Judge Barrett, who currently sits on the Seventh Circuit, attached her name to an ad that appeared in the South Bend Tribune in 2006 sponsored by a group called St. Joseph County Right to Life. At the time, Judge Barrett was working as a professor at her alma mater, Notre Dame Law School, which is based in the Indiana city.
"It's time to put an end to the barbaric legacy of Roe v. Wade and restore laws that protect the lives of unborn children," said the ad, which features images of infants, a young woman holding her midsection and the Supreme Court building.
The resurfacing of the ad sparked concerns that President Donald Trump's nominee, if confirmed, could take aim at the milestone 1973 high court case.
California Sen. Dianne Feinstein, the highest-ranking Democrat in the Senate Judiciary Committee, said in a news release Thursday that the statements Judge Barrett endorsed in the 2006 ad, "coupled with her record on the 7th Circuit, raise serious concerns about whether she would uphold the law."
Sen. Patty Murray, D-Wash., said in a statement Thursday that she would fight "tooth and nail" to stop Judge Barrett's nomination, with the senator citing her commitment to protecting women's right to legal abortion access.
The office of Sen. Lindsey Graham, R-S.C, chairman of the Judiciary Committee, responded to a request for comment by referring to the senator's public comments during a Wednesday meeting with Judge Barrett.
"I think the American people are going to see over the coming days someone who is very capable of understanding the difference between personal beliefs — whatever they may have we all have personal beliefs — and that of being a judge," Graham said.

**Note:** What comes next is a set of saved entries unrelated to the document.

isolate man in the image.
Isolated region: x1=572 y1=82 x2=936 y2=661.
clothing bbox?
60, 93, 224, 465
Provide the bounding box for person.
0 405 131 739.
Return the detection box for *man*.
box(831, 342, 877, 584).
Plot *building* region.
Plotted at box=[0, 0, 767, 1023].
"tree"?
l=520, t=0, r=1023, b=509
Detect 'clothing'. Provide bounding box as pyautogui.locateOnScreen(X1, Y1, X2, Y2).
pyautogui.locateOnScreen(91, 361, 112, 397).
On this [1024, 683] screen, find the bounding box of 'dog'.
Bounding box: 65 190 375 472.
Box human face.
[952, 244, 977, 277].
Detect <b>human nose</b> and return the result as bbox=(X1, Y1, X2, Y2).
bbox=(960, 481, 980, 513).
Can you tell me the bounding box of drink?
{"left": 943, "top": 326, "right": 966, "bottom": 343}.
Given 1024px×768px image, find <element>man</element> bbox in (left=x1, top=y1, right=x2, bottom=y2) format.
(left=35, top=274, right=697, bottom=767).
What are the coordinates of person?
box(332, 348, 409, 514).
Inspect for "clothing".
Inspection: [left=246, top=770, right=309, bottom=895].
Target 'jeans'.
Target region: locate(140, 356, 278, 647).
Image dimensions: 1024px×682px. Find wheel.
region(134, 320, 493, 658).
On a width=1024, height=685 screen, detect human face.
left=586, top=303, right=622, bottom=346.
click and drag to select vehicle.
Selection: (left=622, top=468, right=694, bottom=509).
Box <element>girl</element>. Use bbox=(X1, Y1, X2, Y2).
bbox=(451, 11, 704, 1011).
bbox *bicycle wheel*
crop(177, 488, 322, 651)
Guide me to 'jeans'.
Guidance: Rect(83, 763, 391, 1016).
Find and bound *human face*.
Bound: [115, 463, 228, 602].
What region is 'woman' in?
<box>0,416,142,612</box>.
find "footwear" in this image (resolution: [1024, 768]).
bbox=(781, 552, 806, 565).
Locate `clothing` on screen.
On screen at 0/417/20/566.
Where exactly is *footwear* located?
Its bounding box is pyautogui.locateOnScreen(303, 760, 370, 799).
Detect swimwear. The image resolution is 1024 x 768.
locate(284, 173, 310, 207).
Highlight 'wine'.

During her nearly three-year tenure on the Seventh Circuit, Judge Barrett has left a thin but telling paper trail on how she might rule in cases concerning the constitutionality of state abortion restrictions, and numerous cases seeking review by the high court may open the door to eroding long-standing precedent.
While Judge Barrett has not directly written an opinion on abortion, her dissents in two separate cases appear to support imposing restrictions on the practice.
In 2018, Judge Barrett sided with a dissent in an order denying en banc rehearing of a ruling that deemed unconstitutional Indiana's attempt to ban abortions based on a fetus's sex, race or disability, and to require aborted fetuses to be buried or cremated. And in October 2019, she voted with the minority in another order denying en banc rehearing of a decision upholding an injunction on a law entitling parents to be notified about a minor's intent to get an abortion.
Well-liked by the conservative legal establishment, Judge Barrett's stock rose dramatically after Democrats seized on her Catholic faith during her Senate confirmation to question whether she could be an impartial judge on the Seventh Circuit. She was ultimately confirmed in October 2017.
The 48-year-old New Orleans native and mother of seven earned her bachelor's degree, magna cum laude, from Rhodes College and went to Notre Dame Law School on a full-tuition scholarship, graduating first in her class in 1997.
Her legal career began with back-to-back clerkships for two conservative heavyweights, D.C. Circuit Judge Laurence H. Silberman and U.S. Supreme Court Justice Antonin Scalia.